Tea Strainer
Repository: Museo Arqueológico Regional de la Comunidad de Madrid, Alcalá de Henares, Spain
Source:
Fond or Collection
Alfredo González-Ruibal, “Spain: Modern Warfare”, Field school of the Institute for Field Research (IFR), Los Angeles, USA, 2017
Date Created: 1936 to 1939
Type: Kitchen utensils
Extent: 1 item
Geographic Region: Ciudad Universitaria, Madrid, Spain
40.44202, -3.72396
Archaeological surveys around the University Hospital in Madrid’s University City documented a metal tea strainer. This sector, probably the most brutal on the Madrid frontline, was a wedge of the rebel army inside the city, which was held by the Republicans. Units of legionnaires and Moroccan regulares were stationed here. The tea strainer must be related to the latter.
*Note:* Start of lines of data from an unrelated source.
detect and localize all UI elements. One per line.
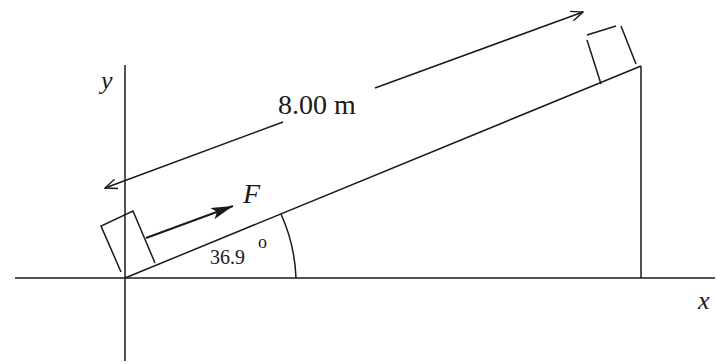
angle-arc: [281, 214, 296, 278]
angle-degree-symbol: o: [258, 232, 267, 253]
block-bottom: [101, 211, 155, 272]
block-top: [587, 26, 636, 84]
incline-diagram: [0, 0, 717, 364]
incline-surface: [125, 66, 641, 278]
angle-value-label: 36.9: [210, 246, 245, 269]
force-label: F: [243, 178, 260, 210]
y-axis-label: y: [101, 66, 113, 96]
x-axis-label: x: [698, 286, 710, 316]
distance-arrow-upper: [375, 12, 583, 88]
force-arrow: [146, 206, 233, 238]
distance-label: 8.00 m: [278, 89, 356, 121]
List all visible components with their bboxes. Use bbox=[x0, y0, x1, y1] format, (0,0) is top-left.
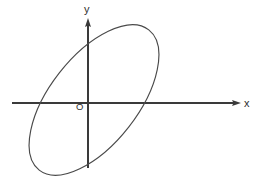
ellipse-curve bbox=[5, 3, 184, 181]
origin-label: O bbox=[76, 101, 83, 112]
x-axis-label: x bbox=[244, 97, 250, 109]
coordinate-plot: y x O bbox=[0, 0, 253, 181]
figure-container: y x O bbox=[0, 0, 253, 181]
y-axis-label: y bbox=[84, 3, 90, 15]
On tea consumption among the Moroccans at the University City we have the exceptional testimony of Bobby Deglané’s, a Chilean journalist who backed the Francoists and worked as a spy in Republican territory before crossing the lines. One of his reports, published in the Falangist illustrated weekly Fotos, is titled “Moorish tea at the University City”. There he describes an expedition into the front line of the University Hospital sector. After crossing the bridge on the Manzanares river and getting lost in a labyrinth of trenches, he reaches the rebel headquarters. He sits down in the basement with a group of Moroccan soldiers:
“The details, the suggestions and the influence of that atmosphere adhered to my spirit, inebriating it with its exotic beauty, as in the scenario of a legend. And while the Moors ate their spice-scented food and drank the golden Moorish beverage, in my imagination I traveled... through the fearful places where war raged as in a far-away Apocalypse, yet very close to us.
There they were, the Moors that night, with their peaceful conversations. Death lurked outside. They would sleep that night as one sleeps at the University City, rifle in hand, to wake up, perhaps, before the sun announces the arrival of the day, hurried by the alarm of a surprise attack or the typical explosion of one of those shocking subterranean mines.”
Tea consumption was very important for the Moroccan troops. According to Mohamed Tahar, a veteran Moroccan soldier interviewed in 1995, the items every soldier carried included some typical of North Africa, including dates, figs and “something to prepare Moorish tea”. The Quran prohibits the consumption of alcohol, and thus, Muslims, unlike the rest of the soldiers, could not drink wine or liquor that was regularly supplied to the troops. As substitutes they had hashish and tea. Beyond its (limited) usefulness as an stimulant, tea facilitated socialization among Moroccan troops, as alcohol did among Christians—as is evident in Deglané’s account. The ceremony for the preparation and consumption of tea was an occasion to meet kinsfolk and coreligionists, to speak their mother tongue and reproduce the gestures and practices typical of their culture. The slow ritual of brewing and spicing tea had a soothing effect on the colonial troops in the doubly hostile context of fighting a war in a foreign country, especially in those environments like the University City, where attacks and mines were part of the daily routine, that were particularly unpredictable and violent. The smell and flavor of tea doubtless evoked the homes they had left behind in Morocco.